The Metropolitan Museum of Art has another example of a classic itinerant painting: Mrs. Mayer and Daughter by Ammi Phillips. One of the most famous folk portraitists, Phillips created distinctive work that has been recently catalogued and collected by a few dedicated art historians; you can read more about their project here. As with other folk artists, Phillips’s lack of formal education, combined with the nomadic nature of her craft, has made these pieces more accessible to the general public. Portraits created by limners were a fraction of the price of traditional portraits and were thus more widespread among the middle class.
The speed and accuracy of these portraits was often advertised, with artists promising to redo paintings free of charge if the client was unsatisfied with the sitter’s likeness. Interestingly, these advertisements are often the only paper trail that itinerant artists left behind; their artwork had no formal documentation, such as auction records or provenance paperwork. To make things more complicated, such artists rarely signed their works. Here lies the trouble with tracking down limners: they left little behind to identify themselves.
With few written records, tracing and identifying artworks made by itinerant artists is incredibly difficult.
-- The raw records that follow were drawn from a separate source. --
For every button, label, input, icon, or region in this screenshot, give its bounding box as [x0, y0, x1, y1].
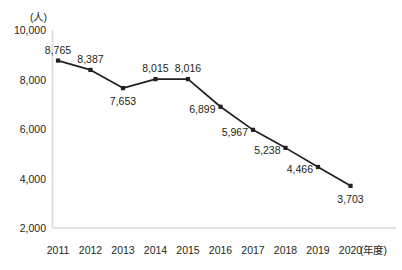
data-point-marker: [218, 105, 222, 109]
y-axis-tick-label: 4,000: [0, 174, 46, 185]
data-point-label: 6,899: [180, 104, 216, 115]
x-axis-tick-label: 2011: [41, 245, 75, 256]
x-axis-tick-label: 2013: [106, 245, 140, 256]
data-point-marker: [251, 128, 255, 132]
line-chart: (人) (年度) 10,0008,0006,0004,0002,000 2011…: [0, 0, 402, 270]
x-axis-tick-label: 2014: [139, 245, 173, 256]
y-axis-tick-label: 10,000: [0, 25, 46, 36]
x-axis-tick-label: 2016: [204, 245, 238, 256]
x-axis-tick-label: 2019: [301, 245, 335, 256]
data-point-label: 8,765: [40, 45, 76, 56]
x-axis-tick-label: 2015: [171, 245, 205, 256]
data-point-label: 5,238: [245, 145, 281, 156]
data-point-label: 7,653: [105, 96, 141, 107]
x-axis-tick-label: 2012: [74, 245, 108, 256]
x-axis-tick-label: 2017: [236, 245, 270, 256]
y-axis-tick-label: 6,000: [0, 124, 46, 135]
data-point-marker: [88, 68, 92, 72]
y-axis-tick-label: 8,000: [0, 75, 46, 86]
x-axis-tick-label: 2020: [334, 245, 368, 256]
data-point-label: 8,016: [170, 63, 206, 74]
y-axis-tick-label: 2,000: [0, 223, 46, 234]
data-point-label: 8,015: [138, 63, 174, 74]
data-point-label: 8,387: [73, 54, 109, 65]
data-point-marker: [121, 86, 125, 90]
data-point-marker: [348, 184, 352, 188]
data-point-marker: [283, 146, 287, 150]
chart-canvas: [0, 0, 402, 270]
data-point-marker: [56, 58, 60, 62]
data-point-marker: [153, 77, 157, 81]
data-point-marker: [316, 165, 320, 169]
data-point-label: 5,967: [212, 127, 248, 138]
y-axis-unit-label: (人): [30, 12, 47, 23]
data-point-label: 3,703: [333, 194, 369, 205]
data-point-label: 4,466: [277, 164, 313, 175]
x-axis-tick-label: 2018: [269, 245, 303, 256]
data-point-marker: [186, 77, 190, 81]
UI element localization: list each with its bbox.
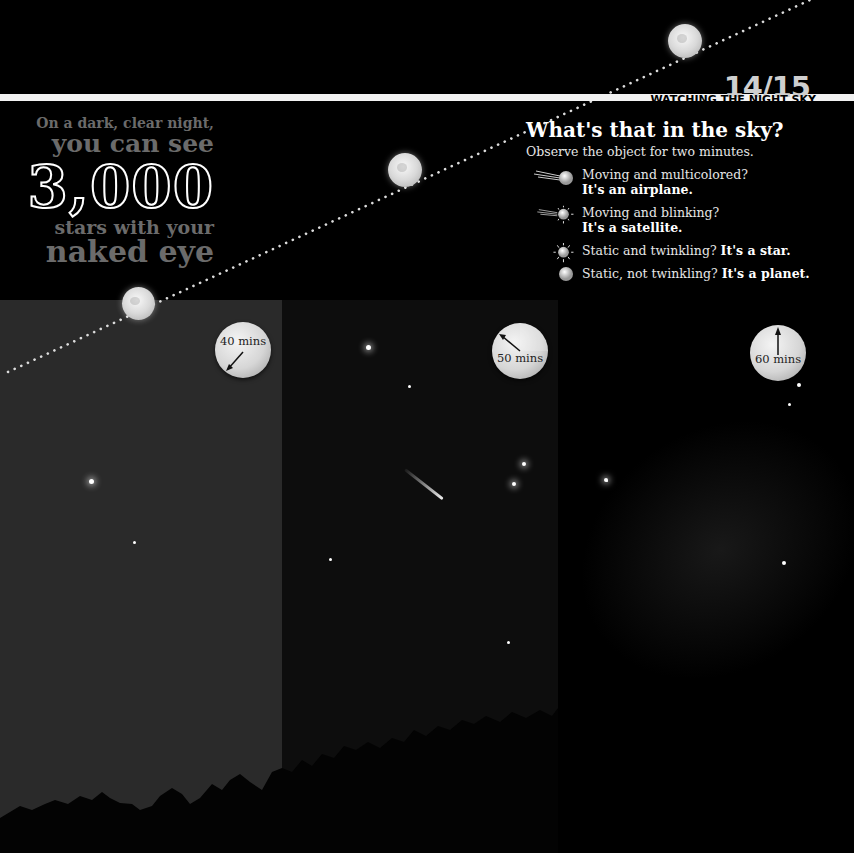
headline-line-1: On a dark, clear night, xyxy=(0,116,214,130)
timer-50-mins: 50 mins xyxy=(492,323,548,379)
guide-question: Static and twinkling? xyxy=(582,243,717,258)
milky-way xyxy=(514,352,854,749)
guide-answer: It's a satellite. xyxy=(582,220,682,235)
guide-answer: It's a star. xyxy=(721,243,791,258)
guide-item-planet: Static, not twinkling? It's a planet. xyxy=(526,266,854,281)
star xyxy=(408,385,411,388)
star xyxy=(797,383,801,387)
star xyxy=(89,479,94,484)
airplane-icon xyxy=(530,167,580,187)
guide-answer: It's an airplane. xyxy=(582,182,693,197)
guide-title: What's that in the sky? xyxy=(526,118,854,142)
guide-question: Static, not twinkling? xyxy=(582,266,718,281)
clock-hand-icon xyxy=(215,322,271,378)
guide-item-airplane: Moving and multicolored? It's an airplan… xyxy=(526,167,854,197)
star xyxy=(782,561,786,565)
planet-icon xyxy=(530,266,580,286)
star xyxy=(788,403,791,406)
moon-icon xyxy=(122,287,155,320)
guide-question: Moving and blinking? xyxy=(582,205,719,220)
timer-label: 50 mins xyxy=(492,351,548,365)
star xyxy=(522,462,526,466)
satellite-icon xyxy=(530,205,580,225)
guide-item-satellite: Moving and blinking? It's a satellite. xyxy=(526,205,854,235)
star xyxy=(366,345,371,350)
guide-subtitle: Observe the object for two minutes. xyxy=(526,144,854,159)
star xyxy=(507,641,510,644)
treeline-silhouette xyxy=(0,700,854,853)
star xyxy=(606,480,608,482)
guide-question: Moving and multicolored? xyxy=(582,167,748,182)
headline-number: 3,000 xyxy=(0,158,214,216)
star-icon xyxy=(530,243,580,263)
moon-icon xyxy=(668,24,702,58)
guide-list: Moving and multicolored? It's an airplan… xyxy=(526,167,854,281)
guide-answer: It's a planet. xyxy=(722,266,810,281)
star xyxy=(329,558,332,561)
identify-guide: What's that in the sky? Observe the obje… xyxy=(526,118,854,289)
section-title: WATCHING THE NIGHT SKY xyxy=(650,93,816,106)
moon-icon xyxy=(388,153,422,187)
headline-line-5: naked eye xyxy=(0,237,214,267)
star xyxy=(133,541,136,544)
timer-label: 60 mins xyxy=(750,352,806,366)
timer-label: 40 mins xyxy=(215,334,271,348)
headline: On a dark, clear night, you can see 3,00… xyxy=(0,116,214,267)
guide-item-star: Static and twinkling? It's a star. xyxy=(526,243,854,258)
timer-60-mins: 60 mins xyxy=(750,325,806,381)
star xyxy=(512,482,516,486)
timer-40-mins: 40 mins xyxy=(215,322,271,378)
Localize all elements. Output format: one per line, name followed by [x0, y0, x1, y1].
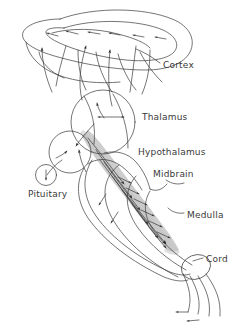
label-pituitary: Pituitary	[28, 189, 68, 199]
label-cortex: Cortex	[163, 60, 194, 70]
label-thalamus: Thalamus	[141, 112, 188, 122]
label-cord: Cord	[206, 254, 228, 264]
label-medulla: Medulla	[187, 210, 224, 220]
thalamus-inflow-arrow	[97, 103, 104, 118]
cortex-surface-arrows	[47, 31, 166, 39]
neuroanatomy-diagram: Cortex Thalamus Hypothalamus Midbrain Me…	[0, 0, 240, 332]
pituitary-stalk	[47, 160, 62, 175]
thalamus-circle	[71, 90, 135, 154]
cord-outflow-arrows	[176, 312, 199, 321]
figure-canvas: Cortex Thalamus Hypothalamus Midbrain Me…	[0, 0, 240, 332]
label-midbrain: Midbrain	[153, 169, 194, 179]
diagram-labels: Cortex Thalamus Hypothalamus Midbrain Me…	[28, 60, 228, 264]
label-hypothalamus: Hypothalamus	[138, 147, 206, 157]
cortex-outline	[23, 10, 193, 83]
cord-fibres	[183, 274, 220, 316]
hypothalamus-circle	[49, 131, 91, 173]
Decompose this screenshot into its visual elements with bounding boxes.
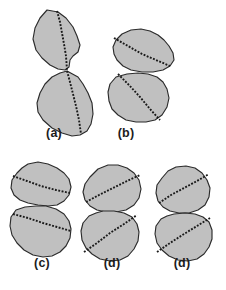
panel-c-upper-fragment	[11, 162, 71, 206]
panel-b-lower-fragment	[108, 73, 169, 122]
panel-label-b: (b)	[110, 126, 142, 140]
panel-b	[108, 29, 174, 122]
panel-b-upper-fragment	[113, 29, 174, 72]
panel-a	[33, 10, 93, 136]
panel-label-d1: (d)	[96, 256, 128, 270]
panel-d1-upper-fragment	[83, 165, 141, 212]
panel-label-c: (c)	[26, 256, 58, 270]
fracture-diagram-canvas	[0, 0, 226, 290]
panel-d1-lower-fragment	[81, 211, 139, 261]
figure-root: (a) (b) (c) (d) (d)	[0, 0, 226, 290]
panel-c	[10, 162, 71, 257]
panel-d2-lower-fragment	[155, 213, 212, 261]
panel-label-d2: (d)	[166, 256, 198, 270]
panel-d1	[81, 165, 141, 261]
panel-d2	[155, 166, 212, 261]
panel-label-a: (a)	[38, 126, 70, 140]
panel-a-upper-fragment	[33, 10, 80, 70]
panel-c-lower-fragment	[10, 206, 71, 257]
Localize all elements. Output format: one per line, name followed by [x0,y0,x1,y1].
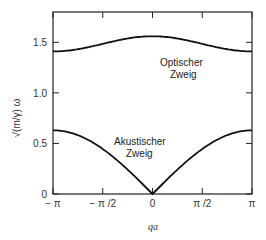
y-tick-label: 1.0 [33,88,47,99]
optical-branch-label-line2: Zweig [170,69,197,80]
y-axis-label: √(m/γ) ω [11,98,22,137]
axis-ticks: − π− π /20π /2π00.51.01.5 [33,12,255,209]
y-tick-label: 0.5 [33,138,47,149]
x-tick-label: π /2 [193,198,211,209]
y-tick-label: 0 [41,189,47,200]
acoustic-branch-label: Akustischer [114,136,166,147]
y-tick-label: 1.5 [33,37,47,48]
x-tick-label: − π [45,198,61,209]
plot-frame [53,12,252,194]
x-axis-label: qa [148,221,158,232]
optical-branch-curve [53,36,252,51]
x-tick-label: − π /2 [89,198,116,209]
curves [53,36,252,194]
dispersion-chart: − π− π /20π /2π00.51.01.5 Optischer Zwei… [0,0,266,240]
optical-branch-label: Optischer [160,57,203,68]
acoustic-branch-label-line2: Zweig [126,148,153,159]
x-tick-label: π [249,198,256,209]
x-tick-label: 0 [150,198,156,209]
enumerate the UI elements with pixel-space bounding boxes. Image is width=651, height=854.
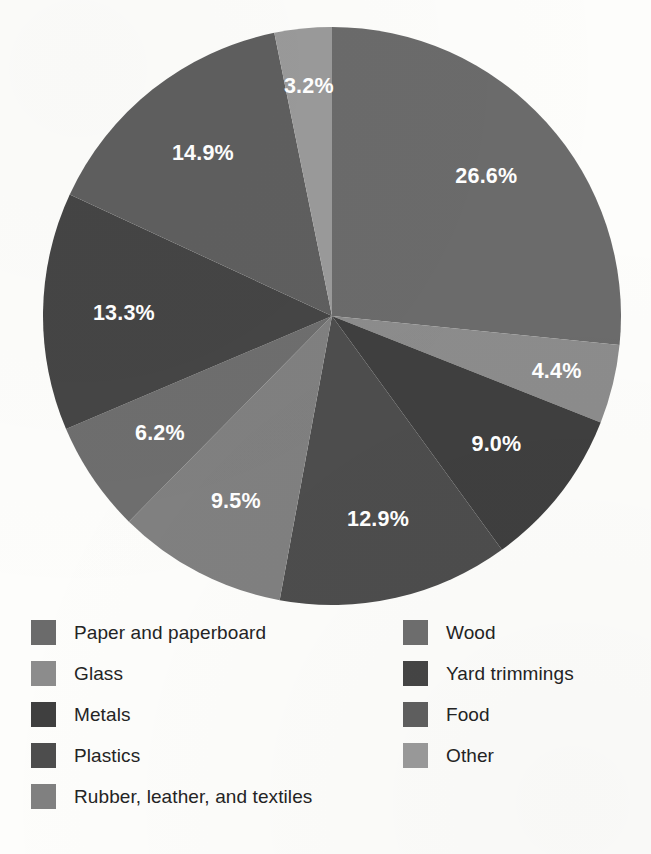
legend-column-left: Paper and paperboardGlassMetalsPlasticsR…	[31, 612, 391, 817]
legend-color-swatch	[403, 661, 428, 686]
pie-chart-svg: 26.6%4.4%9.0%12.9%9.5%6.2%13.3%14.9%3.2%	[0, 0, 651, 620]
legend-column-right: WoodYard trimmingsFoodOther	[403, 612, 651, 776]
legend-item-label: Other	[446, 745, 494, 767]
legend-item-label: Food	[446, 704, 490, 726]
pie-slice-data-label: 12.9%	[347, 507, 409, 531]
legend-item[interactable]: Plastics	[31, 735, 391, 776]
legend-item[interactable]: Yard trimmings	[403, 653, 651, 694]
pie-slice-data-label: 3.2%	[284, 74, 334, 98]
legend-item-label: Wood	[446, 622, 496, 644]
chart-legend: Paper and paperboardGlassMetalsPlasticsR…	[0, 612, 651, 854]
pie-chart-figure: 26.6%4.4%9.0%12.9%9.5%6.2%13.3%14.9%3.2%…	[0, 0, 651, 854]
pie-slice-data-label: 26.6%	[455, 164, 517, 188]
legend-item-label: Yard trimmings	[446, 663, 574, 685]
legend-color-swatch	[31, 620, 56, 645]
legend-item[interactable]: Other	[403, 735, 651, 776]
pie-slice-data-label: 9.0%	[471, 432, 521, 456]
legend-color-swatch	[31, 784, 56, 809]
pie-chart-plot-area: 26.6%4.4%9.0%12.9%9.5%6.2%13.3%14.9%3.2%	[0, 0, 651, 620]
legend-item-label: Paper and paperboard	[74, 622, 266, 644]
legend-item-label: Metals	[74, 704, 131, 726]
pie-slice-data-label: 4.4%	[532, 359, 582, 383]
pie-slice-data-label: 13.3%	[93, 301, 155, 325]
legend-item[interactable]: Wood	[403, 612, 651, 653]
legend-item-label: Plastics	[74, 745, 140, 767]
legend-item[interactable]: Food	[403, 694, 651, 735]
legend-color-swatch	[31, 743, 56, 768]
legend-item-label: Glass	[74, 663, 123, 685]
legend-color-swatch	[403, 702, 428, 727]
legend-color-swatch	[31, 661, 56, 686]
pie-slice-data-label: 6.2%	[135, 421, 185, 445]
legend-color-swatch	[31, 702, 56, 727]
legend-color-swatch	[403, 620, 428, 645]
legend-item[interactable]: Glass	[31, 653, 391, 694]
legend-item[interactable]: Metals	[31, 694, 391, 735]
legend-item[interactable]: Paper and paperboard	[31, 612, 391, 653]
pie-slice-data-label: 9.5%	[211, 489, 261, 513]
legend-color-swatch	[403, 743, 428, 768]
legend-item[interactable]: Rubber, leather, and textiles	[31, 776, 391, 817]
legend-item-label: Rubber, leather, and textiles	[74, 786, 312, 808]
pie-slice-data-label: 14.9%	[172, 141, 234, 165]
Normally, registrars use documents like bills of sale, auction records, and insurance paperwork to trace ownership and to give a complete record of the artwork for future reference. In this way, collections management and archives staff work toward a common goal: to preserve information for the next generation. For artworks by limners, of course, there is little written information to gather, so research and provenance work must be done in more creative ways.
As mentioned previously, advertisements are often one of the most fruitful sources of information on where, when, and how itinerant artists worked. When advertisements are unavailable, however, other methods can be used. In my own research on a set of itinerant portraits, gathering clues from the paintings’ frames has been invaluable. Old labels and handwritten notes, as well as the material and composition of the frames themselves, can give insight into when and where the paintings were completed.
Another piece of historical context that has helped me date these portraits has been the clothing and hairstyles of the sitters. I can tell, for instance, that certain paintings date from the mid- to late 1800s based on the waistcoat and facial hair of the male portrait alone. One of the trickiest ways to determine the provenance of an itinerant artwork is family or oral history. These portraits were often passed down from generation to generation, with family legend as the only source of information on where they came from. Though often hard to obtain and verify, these types of peripheral information can be used by registrars to supplement the minimal paper record that limners have left behind.
Without records collected and catalogued by registrars, we wouldn’t be able to learn from the past. Our knowledge of Georges Seurat would be as murky as that of Samuel Cooper. The difficulty in tracing the work of limners reveals that with a dearth of information comes a surplus of gratitude for those who keep it.
Cameron Findlay is a rising junior at Smith College majoring in anthropology and minoring in art history and museum studies. During summer 2021, she was the Warshawsky Fellow in Collections Management and worked on a long-term loan digitization project. Aside from filing and organizing, Cameron enjoys cross-stitching, concerts, and taking pictures of her cat, Neffie. After graduation, she hopes to earn a master’s degree in library science to become a librarian or registrar.